Enough polemic. Let’s reach into some real data. The theory the data supports is that there is a connection between falling numbers of engineering graduates and the fall of many Western economies relative to the rise of China and India. This was about the only significant point I got on reading The World is Flat by U.S. journalist Thomas Friedman. The long quoted passage below is from pages 256 to 259 and speaks volumes as Friedman sticks to quoting hard data. The numbers are remarkable.
I would value hearing from readers as to whether the position is similar or different in Australia.
Every two years the United States National Science Board supervises the collection of a very broad set of data trends in science and technology in technology in the United States, which it publishes as Science and Engineering Indicators.
In preparing Indicators 2004, the NSB said: “We have observed a troubling decline in the number of US citizens who are training to become scientists and engineers, whereas the number of jobs requiring science and engineering (S&E) training continues to grow.” …
- The NSB report found that the number of American 18 to 24 year olds who receive science degrees have fallen to 17th in the world, whereas the United States ranked 3rd three decades ago.
- It said that of the 2.8 million first university degrees (ie bachelor’s degrees) in science and engineering granted worldwide in 2003, 1.2 million were earned by Asian students in Asian universities, 830,000 were granted in Europe, and 400,000 in the United States.
- In engineering specifically, universities in Asian countries now produce eight times as many bachelor’s degrees as the United States.
- Moreover, “the proportional emphasis on science and engineering is greater in other nations,” noted Shirley Ann Jackson. Science and engineering degrees now represent 60% of all bachelor’s degrees earned in China, 33% in South Korea, and 41% in Taiwan. By contrast, the percentage of those taking a bachelor’s degree in science and engineering in the United States remains at roughly 31%.
- Factoring out science degrees, the number of Americans who graduate with just engineering degrees is 5%, as compared to 25% in Russia and 46% in China, according to a 2004 report by Trilogy Publications, which represents the national US engineering professional associations. …
- Nevertheless, America’s science and engineering labour force grew at a rate well above that of America’s production of science and engineering degrees, because a large number of foreign-born science and engineering graduates migrated to the United States.
Social attitudes speak volumes about the status of engineers. Quite obviously they don’t have a high social standing in Anglo-Saxon countries.
Contrast that to Russia, India, China or even Iran where since the mid-20th century engineers have had a higher social and professional standing than most others. They were among the core of the intelligentsia in those countries. Remember that the founders of Google emanate from the Russian educational system. As for Iran, even if you were not an engineer, in the 20th century as a sign of respect a white collar person would be often introduced as “Mr Engineer” just like we might routinely say “Sir” or “Madam” in formal conversation.
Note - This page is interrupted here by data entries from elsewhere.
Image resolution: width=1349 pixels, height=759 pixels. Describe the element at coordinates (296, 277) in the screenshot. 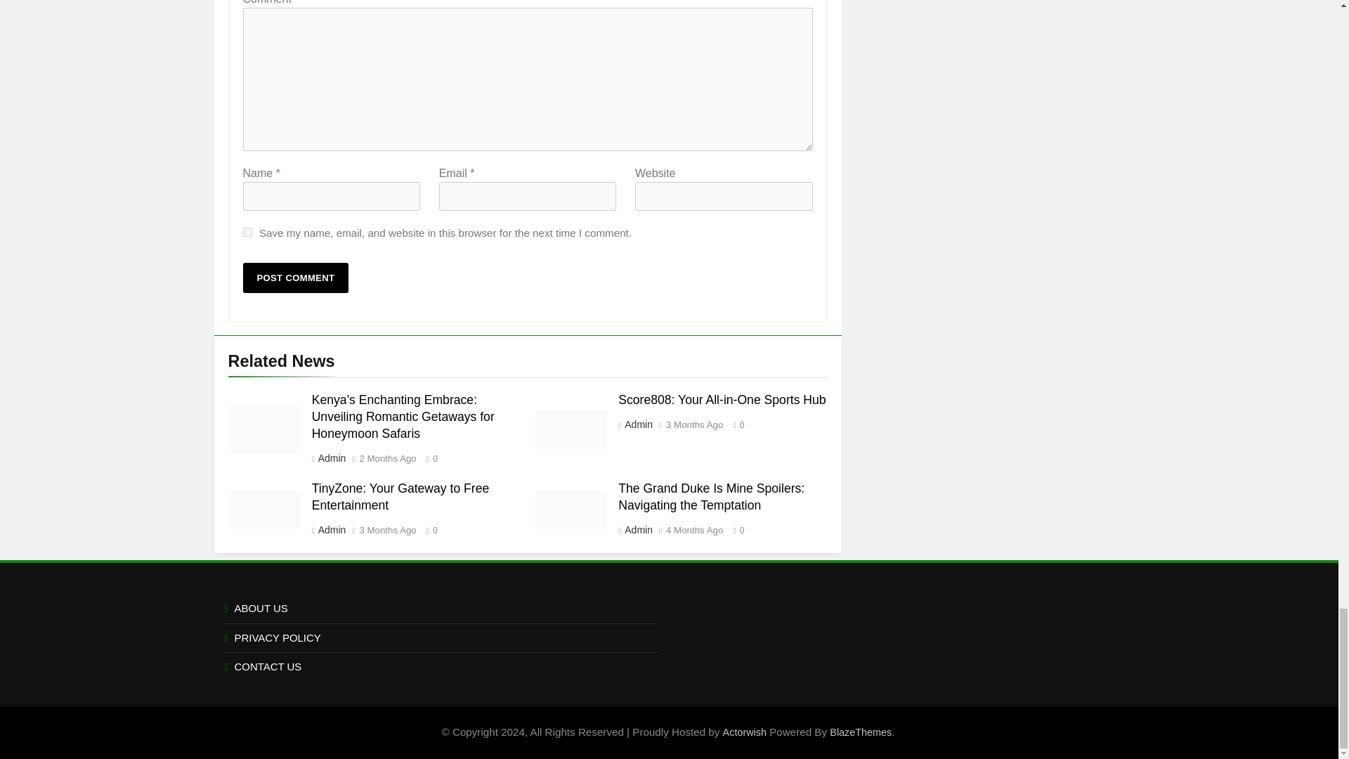

I see `Post Comment` at that location.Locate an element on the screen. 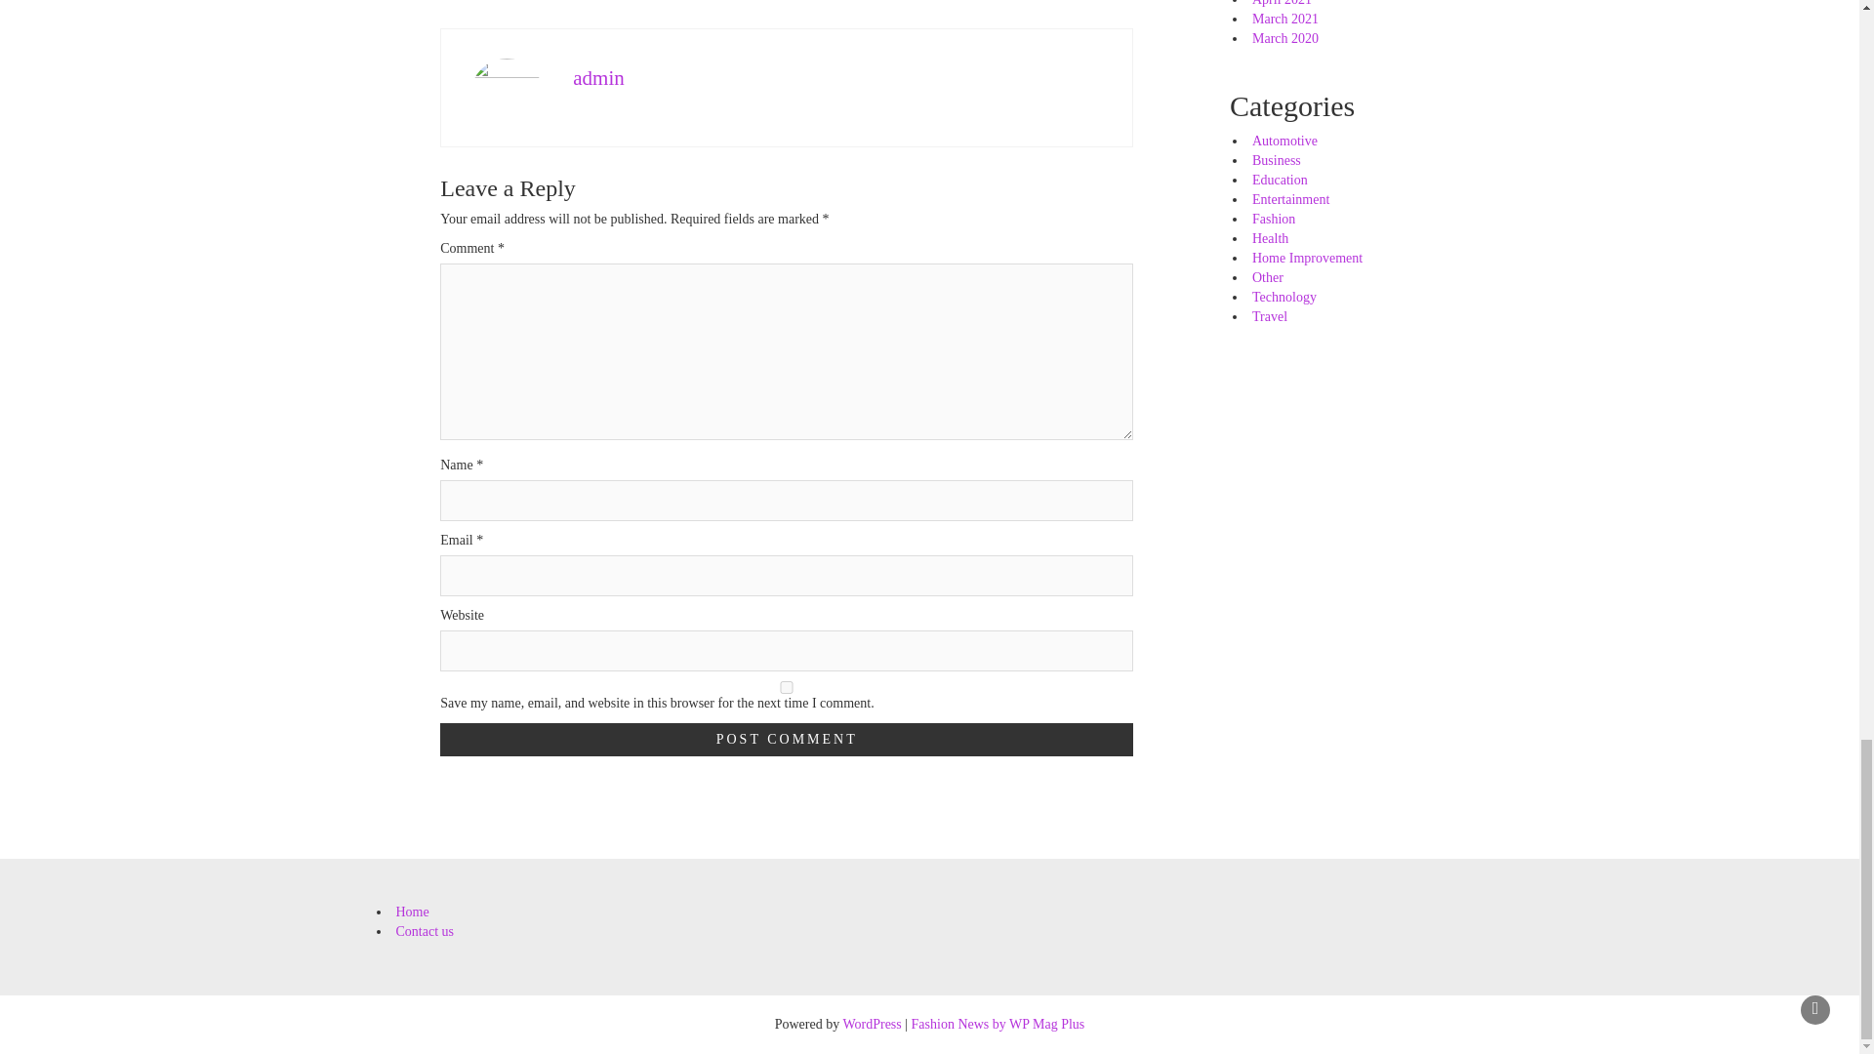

Engineering is a great discipline. That concept recalls Roman mythology in which Disciplina was a minor deity and the Latin noun disciplina, according to Wikipedia, referred to education and training, self-control and determination, knowledge in a field of study, and an orderly way of life. All roads led to Rome, and engineers built them.
If you’re thinking of engineering something and want a complimentary conversation with an IP lawyer who’ll listen, call me.
Reference: Thomas Friedman, The World is Flat: A Brief History of the Globalized World in the 21st Century (Penguin/Allen Lane, London, 2005).